Skill-based routing, in contrast, has many advantages as you can see in the image above.

With skills-based routing, each caller is routed with precision to the agent with the skills needed to respond to the customer’s particular issue. Instead of being served in the order of their arrival, calls are served by the agent that has the most appropriate skill set.

Agents go online where interactions are routed to agents based on skills, availability, capacity SLAs and other business rules to cost-effectively deliver the best experience for each customer. The routing can be flexibly configured to leverage additional contexts such as opportunity value, customer segmentation, customer profile, and history.
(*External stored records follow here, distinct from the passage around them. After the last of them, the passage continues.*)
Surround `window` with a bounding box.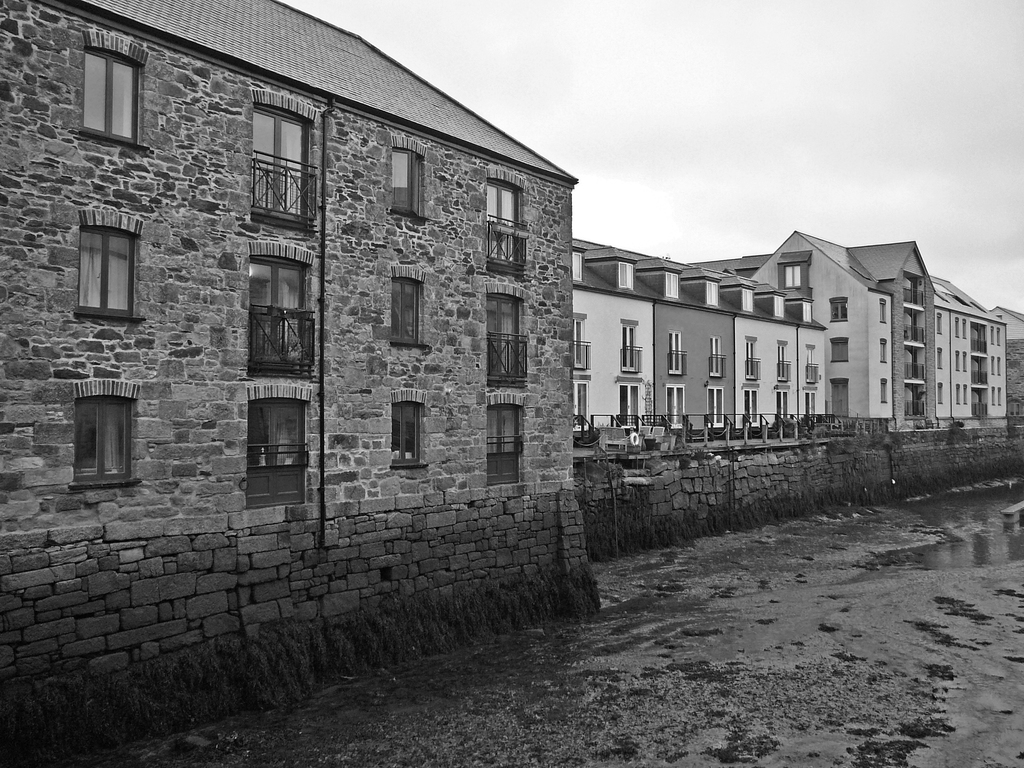
<region>876, 335, 891, 368</region>.
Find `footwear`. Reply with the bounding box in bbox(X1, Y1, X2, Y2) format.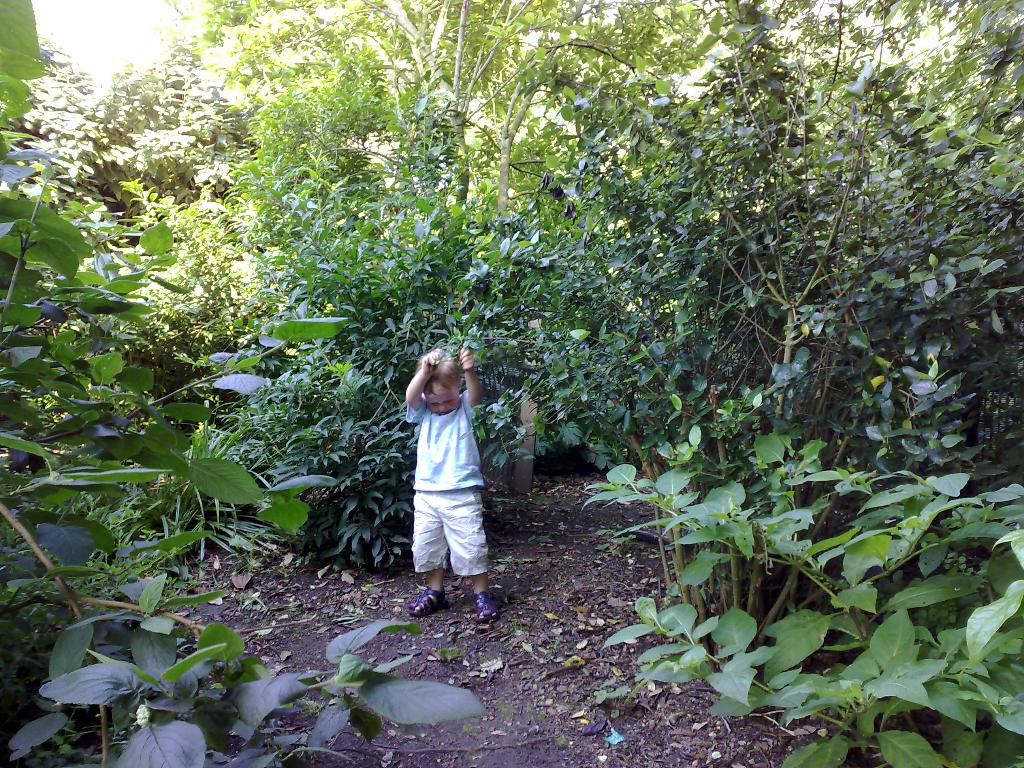
bbox(412, 589, 441, 608).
All work items across channels, including back-office interactions, now go through a routing engine matching the customer with the right agent. The work is automatically load-balanced across agents so the reporting on any KPIs is available.

What if we compare the productivity and the average call handling ratios of two routing models? BMI Research, which conducts the most credible call center surveys in the world, found out that there is a 98% first-call/chat resolution and a 25% gain in agent productivity after implementing skills-based routing.

Two key ingredients to realizing such gains are having (1) the right tools and (2) the right processes in place.

Salesforce offers a world-class skills-based routing tool where establishing a ‘zero to skills-based routing’ is easy. Below short video elaborates on how to implement skills-based routing on Salesforce. 

The harder part is establishing the process with which to build a sustainable agent competency mapping. In our next episode, we will talk about how we, as CyanGate, determine agent competencies for Fortune 500 companies.

Ready to learn how to determine agent skills and skill levels and build competency maps? Take a look at our next episode when it goes live!